Although violence, including terrorism, is not foreign to flight, Gottdiener says air rage is a new development -- one that is exacerbated, if not often instigated, by alcohol.

"The very worst thing you can do on a plane is drink alcohol," he says. "At a higher altitude, you get drunker faster, and the negative effects on the brain are intensified."

Much of what could be billed as "flying the unfriendly skies" is the consequence of the huge number of people in the air, Gottdiener adds.

Fear of flying is another barometer travelers use to frame their experiences.

"Flying is the safest form of transportation by far," Gottdiener says, "and the fear of flying is not justified, compared to the fear of all sorts of things that happen to you when you fly that arise from the inconvenience of flying."

Four years of field research turned up time and again a set of universal gripes among passengers -- with delays and cancellations at the top of the list.

"That's very traumatic for people because the structure of air travel now requires them to change planes," he says. "When there are delays and cancellations of flights, business trips are ruined and vacations can be ruined."

In January 1999, the industry experienced perhaps its worst shutdown ever when inclement weather crippled a number of major airports. Passengers idled on runways for upwards of 10 hours without food or water, while those "lucky" enough to be inside an airport were relegated to wait, with nowhere else to go, for countless hours, and in some cases, days. Gottdiener says this "outrage," more than any other, was responsible for Congress drafting an Airline Passenger Bill of Rights.

Gottdiener, himself a frequent flyer racking up more than 100,000 miles of air travel each year, unearthed a wealth of information about how people cope with jet lag and manage meals, whether they suffer any health problems from excessive traveling and how their personal lives are influenced. From eroticism to boredom, medical emergencies to dehydration, food and fares, Gottdiener says he attempts to address any and every issue related to air travel.

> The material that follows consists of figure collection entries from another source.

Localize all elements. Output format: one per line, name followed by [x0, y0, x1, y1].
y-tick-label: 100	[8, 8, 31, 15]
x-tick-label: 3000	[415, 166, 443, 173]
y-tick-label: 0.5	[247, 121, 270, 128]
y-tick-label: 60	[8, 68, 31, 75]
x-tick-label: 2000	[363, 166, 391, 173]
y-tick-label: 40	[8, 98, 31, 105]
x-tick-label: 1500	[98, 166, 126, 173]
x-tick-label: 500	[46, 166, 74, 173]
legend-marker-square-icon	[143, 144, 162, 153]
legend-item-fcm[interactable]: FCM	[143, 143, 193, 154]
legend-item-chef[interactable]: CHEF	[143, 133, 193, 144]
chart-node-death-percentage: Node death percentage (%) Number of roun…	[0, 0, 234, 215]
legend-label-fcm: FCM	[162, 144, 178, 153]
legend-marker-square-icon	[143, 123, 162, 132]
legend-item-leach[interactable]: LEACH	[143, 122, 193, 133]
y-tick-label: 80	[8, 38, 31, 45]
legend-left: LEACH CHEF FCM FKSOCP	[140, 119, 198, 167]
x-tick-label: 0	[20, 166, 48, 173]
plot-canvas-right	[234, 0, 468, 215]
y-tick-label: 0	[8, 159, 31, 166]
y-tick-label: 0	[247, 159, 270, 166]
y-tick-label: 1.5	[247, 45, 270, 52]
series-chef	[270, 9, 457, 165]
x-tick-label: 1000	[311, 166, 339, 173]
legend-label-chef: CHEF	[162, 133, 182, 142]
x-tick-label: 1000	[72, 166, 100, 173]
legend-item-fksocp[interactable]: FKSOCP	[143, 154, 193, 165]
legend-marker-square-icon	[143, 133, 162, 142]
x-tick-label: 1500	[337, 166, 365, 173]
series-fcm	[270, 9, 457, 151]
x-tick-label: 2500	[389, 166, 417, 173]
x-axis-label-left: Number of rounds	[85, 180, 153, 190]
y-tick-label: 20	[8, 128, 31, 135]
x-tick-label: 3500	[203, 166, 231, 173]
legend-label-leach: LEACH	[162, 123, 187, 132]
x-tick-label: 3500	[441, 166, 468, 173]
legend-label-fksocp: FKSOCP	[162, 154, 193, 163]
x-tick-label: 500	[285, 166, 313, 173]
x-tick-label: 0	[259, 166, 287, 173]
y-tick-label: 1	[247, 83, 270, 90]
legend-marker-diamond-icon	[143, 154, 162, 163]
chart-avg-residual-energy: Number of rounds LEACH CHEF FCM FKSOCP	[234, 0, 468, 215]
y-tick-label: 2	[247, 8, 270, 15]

"There's no other book like it," he says of his 14th book, which is as much a work about how to cope with the unavoidable and unexpected as it is about air travel. A complete lack of print material on the subject forced Gottdiener to look elsewhere for information, and his book relies largely on information available on the World Wide Web. Online resources provided critical discourse that helped Gottdiener shape his book. For example, the author found of particular value a Web site established by a former airline attendant of 25 years that addresses many of the problems associated with flying, as well as offers expert advice on combating jet lag.

News reports also helped Gottdiener gauge the overall climate of air travel, as well as its future.

"The last couple of years, the service has deteriorated, and complaints have grown each year," he said. But people still are turning out in droves to take flight, with no slowdown on the horizon. Within the next five years, Gottdiener says, the number of annual flight passengers is expected to hit one billion in the United States.

And while Gottdiener says air travelers remain at the mercy of the airline industry and airport architects, people still are the decisive factor.

"By expressing our needs as consumers and enlightened public leaders, we can transform our travel options from a dissonant, alien experience to a more harmonious one," he writes. "In the end, we…will have to deal with our lives in the air in much the same way as we already deal with those lives on the ground -- through effective environmental planning, psychological counseling, architectural design, political vision and smart corporate management."